The IgNobel Prizes were set up specifically to recognise and reward the weird and downright peculiar research conducted around the world by scientists, who are looking to answer eternal questions such as what happens if you feed Prozac to clams, how long you should dunk a biscuit in tea before it gets too soggy, and can pigeons differentiate between Picasso and Monet?

For instance, scientists in India actually proved that most teenagers pick their noses, British researchers discovered that 3.5 seconds is the correct length of biscuit dunking time. Mexican academics bred a chilli that didn’t burn your mouth off, while in Australia the world’s first comprehensive survey into belly-button fluff found that 96 per cent of people who get fluff have an inny rather than outty.

And they were all perfectly serious when they did it.

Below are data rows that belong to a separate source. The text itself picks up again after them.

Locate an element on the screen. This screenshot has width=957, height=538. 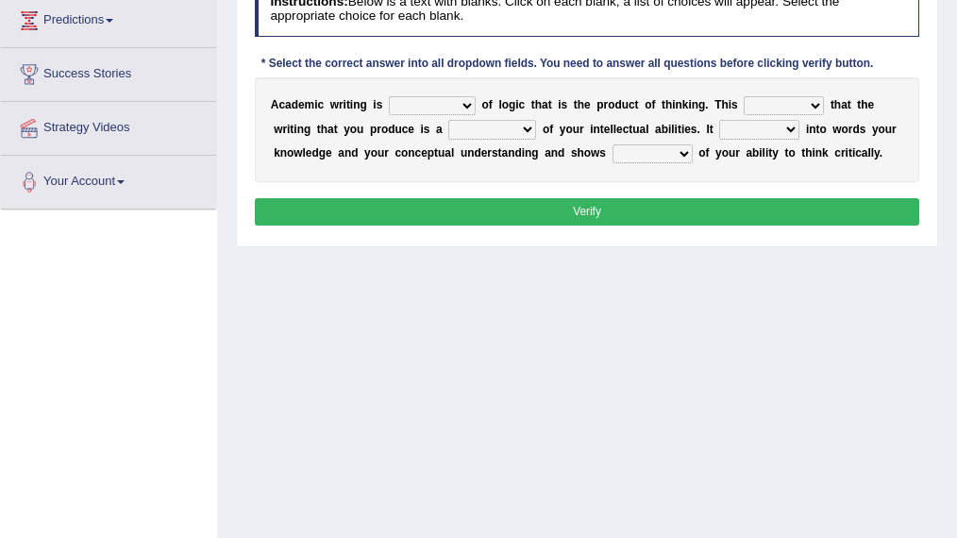
a: Your Account is located at coordinates (109, 179).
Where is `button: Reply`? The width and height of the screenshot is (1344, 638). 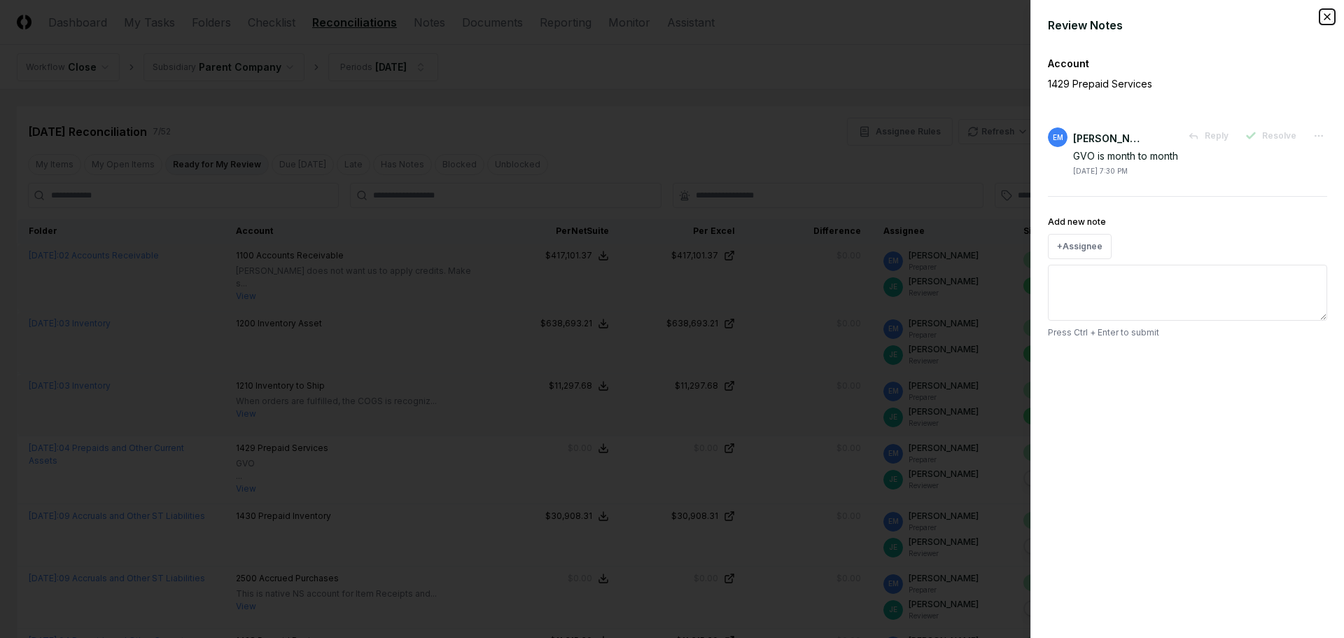
button: Reply is located at coordinates (1208, 136).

British scientists have gone on to win Igs for physics (showing that toast is more likely to fall buttered side down), medicine ("a man who pricked his finger and smelled putrid for 5 years") and public health (those collapsing toilets in Glasgow). For that particular award a lot of excitement was generated when researcher Gordon McNaughton went on stage to collect his prize wearing his kilt. Scientific speculation amongst the women in the audience as to what he was wearing under it could be an Ig winner of the future.



Pervert......

Last year, the biology IgNobel Prize went to Dr Charles Paxton, a post-doctoral research fellow at the University of St Andrews, for "Courtship Behaviour of Ostriches (Struthio camelus) Towards Humans Under Farming Conditions in Britain".

"We were conducting a very serious piece of research," says Dr Paxton. "At the time the ostrich farming business was booming, but farmers were finding that although their ostriches were doing their courtship routines, they were not reproducing as quickly as they would have liked. One of my colleagues on the paper wondered whether the ostriches were ‘inappropriately directing’ their courtship towards the farmers and not to other ostriches.

"Although the results of the study were fairly inconclusive, it did look like the ostriches that had been reared by hand were courting the farmers instead of their own kind. Since then, the ostrich farm bubble has burst, but whether this was due to ostriches fancying humans I couldn’t say."